Welcome statement


Parting Words from Moristotle (07/31/2023)
tells how to access our archives
of art, poems, stories, serials, travelogues,
essays, reviews, interviews, correspondence….

Sunday, August 7, 2011

"Get your brain out of your ears"

The main way spouses can be in agreement is to hear and understand one another correctly.
    This morning, I was just returning from the yard into the screened porch on the back of our house when my wife was coming into it from the house.
    "Would you open the door for me?" she said. She was carrying a cup of milk and a plate containing her English muffin.
    I stepped back to hold open the door I'd just come through.
    "No, I mean this door," she said.
    I stepped forward instead, but by now she had already gotten out okay.
    "Would you turn the fan off for me?" she said.
    As I neared the door into the house, she added, "Put it on speed two."
    I proceeded to the controls for the fan in the house, realizing on the way that if I turned it off it wouldn't have any speed at all, so—
    "No, no," my wife said, "Turn this fan on."
    But by now she had set her cup and plate down and was already at the controls for the porch fan.
    "I thought you said to turn the fan off," I explained.
    "No," she said, "I said turn the fan on. You need to get your brain out of your ears."

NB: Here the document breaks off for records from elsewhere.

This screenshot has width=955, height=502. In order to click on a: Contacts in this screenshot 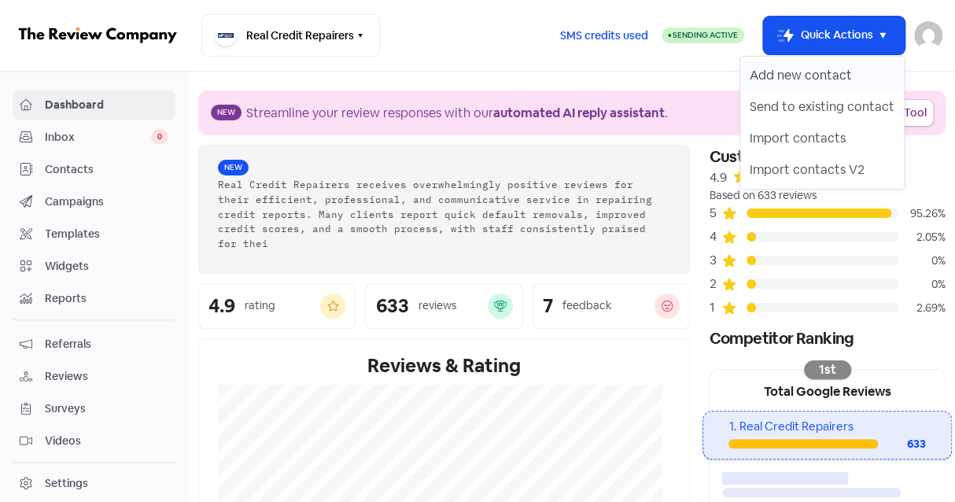, I will do `click(94, 169)`.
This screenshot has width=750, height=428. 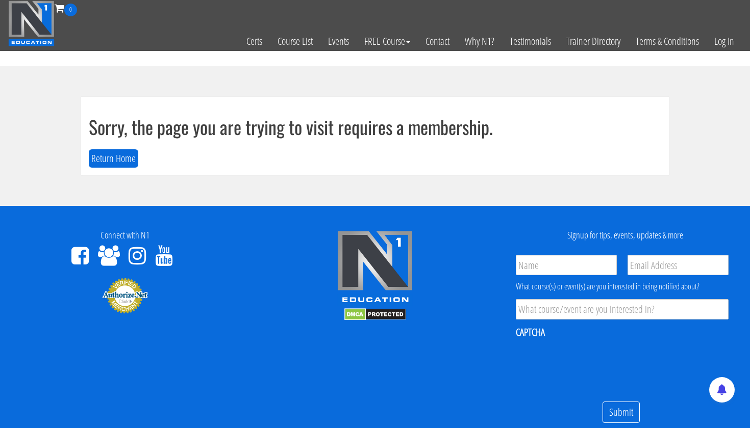 What do you see at coordinates (724, 41) in the screenshot?
I see `a: Log In` at bounding box center [724, 41].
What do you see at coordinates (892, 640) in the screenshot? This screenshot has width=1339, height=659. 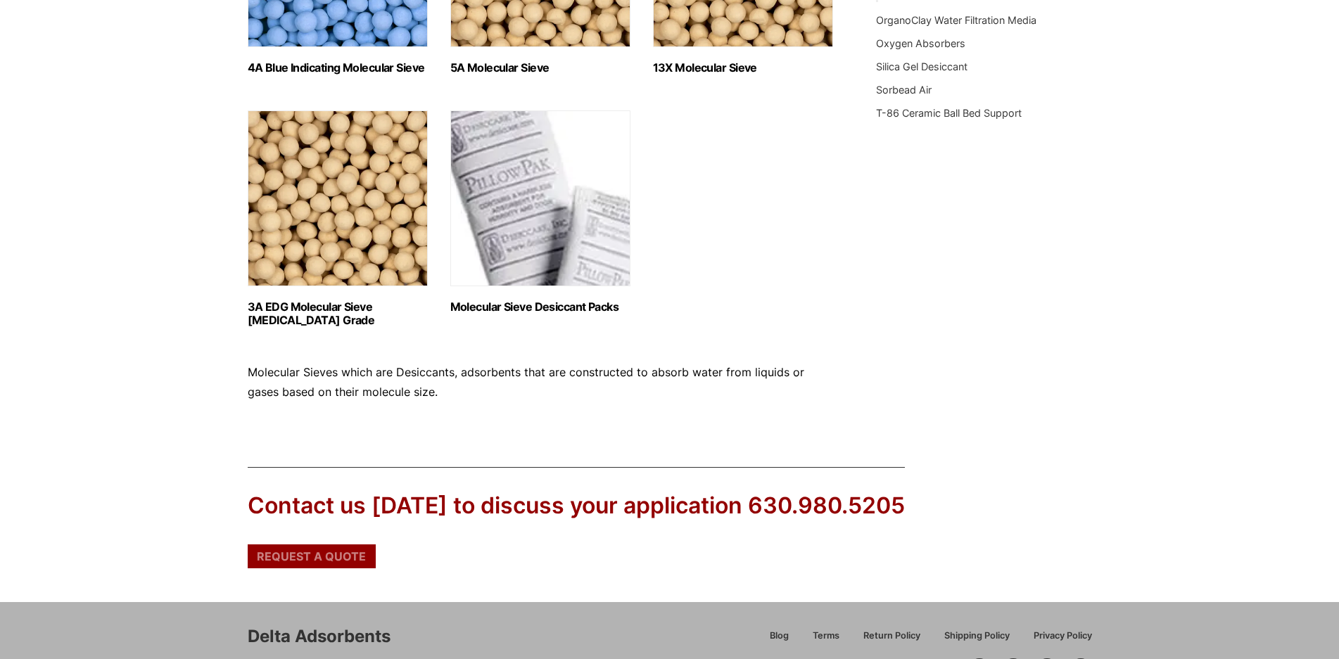 I see `a: Return Policy` at bounding box center [892, 640].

Great metaphor, that! We have all experienced mishearing words—or misinterpreting words correctly identified—because our brain has imposed a contrary preconception or assumption onto the interchange.
    My brain's contribution in the scenario reported above seems to have been, first, to assume that "the door" was the one that I was touching, especially since the door she was touching was already open, and the door I was next to is stiff and would certainly be difficult or dangerous to get through holding a glass in one hand and a plate in the other.
    Next, apparently, the correction of "the door" from the one I was near to the one farther away from me set me up to interpret "the fan" similarly, especially since my wife is a stickler for not leaving electrical equipment on in a room you're just leaving. And, of course, if she was referring to the fan in the room that she was leaving, she certainly wouldn't want me to go turn it on. In any case, the fan on the porch never entered my mind at all.
    And so on.
    Clearly, my brain was working away. It didn't mean to be plugging my ears, but to my wife trying to communicate her wishes to me, that was effectively what it had been doing.

If I'm to make my own contribution to world peace through better agreement with my spouse (as was suggested at the end of yesterday's post, "Ready for adult content?"), my brain is going to have to quit contributing so much. Or contribute better.
    So, let's replay the scenario:
"Would you open the door for me?" she said. She was carrying a cup of milk and a plate containing her English muffin.
    "This door?" I asked for clarification.
    "No, this one," she said.
    I stepped forward, but by now she had already gotten out okay.
    "Would you turn the fan off for me?" she said.
    "The fan inside?" I asked for clarification. "No," she said. "This one. Put it on speed two."
    Ah, turn it on, of course. I stepped to the controls for the porch fan. Unfortunately, they're different from the controls for the fans inside the house.
    "How do you turn it on?" I asked.
    "Never mind," my wife said. By now she had set her cup and plate down and joined me at the controls for the porch fan.
    "You need a new brain," she said.

5 comments:

  1. I enjoyed this one. Seems we all go through this at times.

    ReplyDelete
  2. Steve, I'm delighted you liked it. I felt myself that it was humorous and hoped that it would be read that way.
        While the incident was happening, I immediately recognized that I could relate it to my thing about universal concord among spouses—the ending section of yesterday's second post.
        I didn't point it out in that post, but the woman who saw Jesus in the shell was of course referring to Jesus as the light of the world, but grammatically her use of "he" tended to attach to her husband, who was more proximately mentioned in the text than Jesus.
        I think I was having a problem similar to that of the newspaper text—just which door and fan Carolyn meant. Proximity.

    ReplyDelete
  3. Steve, You are a very good, clean boy indeed!
        And I trust that you have had no more than three martinis today.

    ReplyDelete
  4. Gosh, don't mention beer. We had food last night that a beer would have gone very well with. I said to Carolyn, "All I need is a beer."
        And she didn't even contradict me.